A common line in scholarship is that the Jesus of John’s Gospel is subordinated, i.e., Jesus is not merely the Father’s agent, but he is in some ways inferior to the Father.
The fact that the Johannine Jesus declares at one point, “The Father is greater than I” (Jn 14:28) would seem to put the matter to bed as this is an explicit statement of the Son’s inferiority. Many, from Arians to Unitarians to modern scholars, have thought so.
But as I’ve been trolling through my notes, I’ve found a couple of good quotes on this topic from two Durham scholars, James D. G. Dunn and Francis Watson:
That is, various aspects of the Son Christology should not be read independently of the Logos Christology, but rather as intended to serve the Logos Christology. I am thinking not simply of the accusation that Jesus was making himself equal with God (5.18) and Jesus’ striking claim to be one with the Father (10.30); for such claims are an obvious expression of Logos/Wisdom Christology – Logos/Wisdom being the self-expression of the otherwise invisible God. Nor am I thinking only of the sending motif, where the Son sent is wholly representative of the Father who sent him (e.g. 10.36; 12.45). I am thinking more of the features of John’s Son Christology normally referred to as the Son’s ‘subordination’ to the Father – summed up by 14.28, ‘The Father is greater than I’. In fact, however, the thought is not so much of subordination, as though that was already an issue. The issue is not the relation between the Father and the Son (as later), but the authority and validity of the Son’s revelation of the Father, the continuity between the Father and the Son, between the logos unuttered and the logos uttered. (James Dunn, Neither Jew nor Greek, 353).
In the context of the fourfold canonical gospel and its reception, the Gospel of John is important not so much for its supplementary narratives as for its radical Christology, which asserts Jesus’ equality with God – not as a “second God” but by virtue of the mutually constitutive relationship of Father and Son. It has been asserted again and again that the Johannine Christology has little or nothing in common with the christology of Nicaea, that it is far from the evangelist’s thought to see Jesus as “very God from very God,” and that it is his subordinationist statements that express his real view. Yet the Nicene account arises in large part out of an ongoing dialogue with Johannine and other scriptural texts. Indeed, that dialogue – of which the object is Jesus – is already underway within the texts themselves. (Francis Watson, Gospel Writing, 340).
Dunn and Watson disagree about whether the key issue in texts like Jn 14:28 is the Father-Son relationship (Watson) or the Son’s revelation of the Father (Dunn). In either case, they reject a subordinationist view that makes Jesus somehow lesser than the Father.
My own view is that the statements about onenes, i.e., “the Father and I are one” (Jn 10:30) and mutual indwelling, i.e., “the Father is in me and I am in the Father” (Jn 10:28), lend themselves to thinking of Jesus as divine in not merely a functional sense, but in terms of sharing in the Father’s very own being.
While we may get the idea of "oneness" [sic], it would very helpful to unpack "mutual indwelling" a bit more. Perhaps a follow-up post?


◆ Problem statement
Reproduce the lines below exactly. Skip images.

=======

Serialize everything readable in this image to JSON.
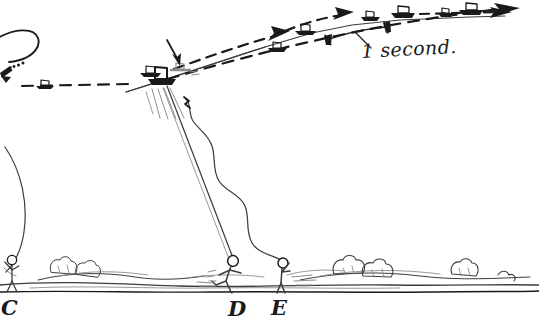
{
  "figure": {
    "background_color": "#ffffff",
    "ink_color": "#1a1a1a",
    "width": 539,
    "height": 324
  },
  "annotations": {
    "duration_label": "1 second.",
    "duration_label_role": "time-interval-measurement"
  },
  "ground_markers": [
    {
      "id": "marker-c",
      "label": "C",
      "x": 2,
      "y": 297
    },
    {
      "id": "marker-d",
      "label": "D",
      "x": 229,
      "y": 298
    },
    {
      "id": "marker-e",
      "label": "E",
      "x": 272,
      "y": 297
    }
  ],
  "figures": [
    {
      "id": "runner",
      "role": "running-stick-figure",
      "near_marker": "D"
    },
    {
      "id": "holder",
      "role": "standing-stick-figure-arm-raised",
      "near_marker": "E"
    },
    {
      "id": "bystander",
      "role": "standing-stick-figure",
      "near_marker": "C"
    }
  ],
  "trajectory": {
    "id": "kite-flight-path",
    "description": "ascending curved path with glider icons and dashed motion arrows",
    "glider_count": 8
  },
  "lines": [
    {
      "id": "taut-kite-line",
      "style": "straight",
      "from": "runner",
      "to": "kite"
    },
    {
      "id": "slack-kite-line",
      "style": "wavy",
      "from": "holder",
      "to": "kite"
    },
    {
      "id": "long-arc-line",
      "style": "arc",
      "from": "bystander",
      "to": "upper-left"
    }
  ]
}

=======

◆ Response to the task
Serialize everything readable in this image to JSON.
{
  "figure": {
    "background_color": "#ffffff",
    "ink_color": "#1a1a1a",
    "width": 539,
    "height": 324
  },
  "annotations": {
    "duration_label": "1 second.",
    "duration_label_role": "time-interval-measurement"
  },
  "ground_markers": [
    {
      "id": "marker-c",
      "label": "C",
      "x": 2,
      "y": 297
    },
    {
      "id": "marker-d",
      "label": "D",
      "x": 229,
      "y": 298
    },
    {
      "id": "marker-e",
      "label": "E",
      "x": 272,
      "y": 297
    }
  ],
  "figures": [
    {
      "id": "runner",
      "role": "running-stick-figure",
      "near_marker": "D"
    },
    {
      "id": "holder",
      "role": "standing-stick-figure-arm-raised",
      "near_marker": "E"
    },
    {
      "id": "bystander",
      "role": "standing-stick-figure",
      "near_marker": "C"
    }
  ],
  "trajectory": {
    "id": "kite-flight-path",
    "description": "ascending curved path with glider icons and dashed motion arrows",
    "glider_count": 8
  },
  "lines": [
    {
      "id": "taut-kite-line",
      "style": "straight",
      "from": "runner",
      "to": "kite"
    },
    {
      "id": "slack-kite-line",
      "style": "wavy",
      "from": "holder",
      "to": "kite"
    },
    {
      "id": "long-arc-line",
      "style": "arc",
      "from": "bystander",
      "to": "upper-left"
    }
  ]
}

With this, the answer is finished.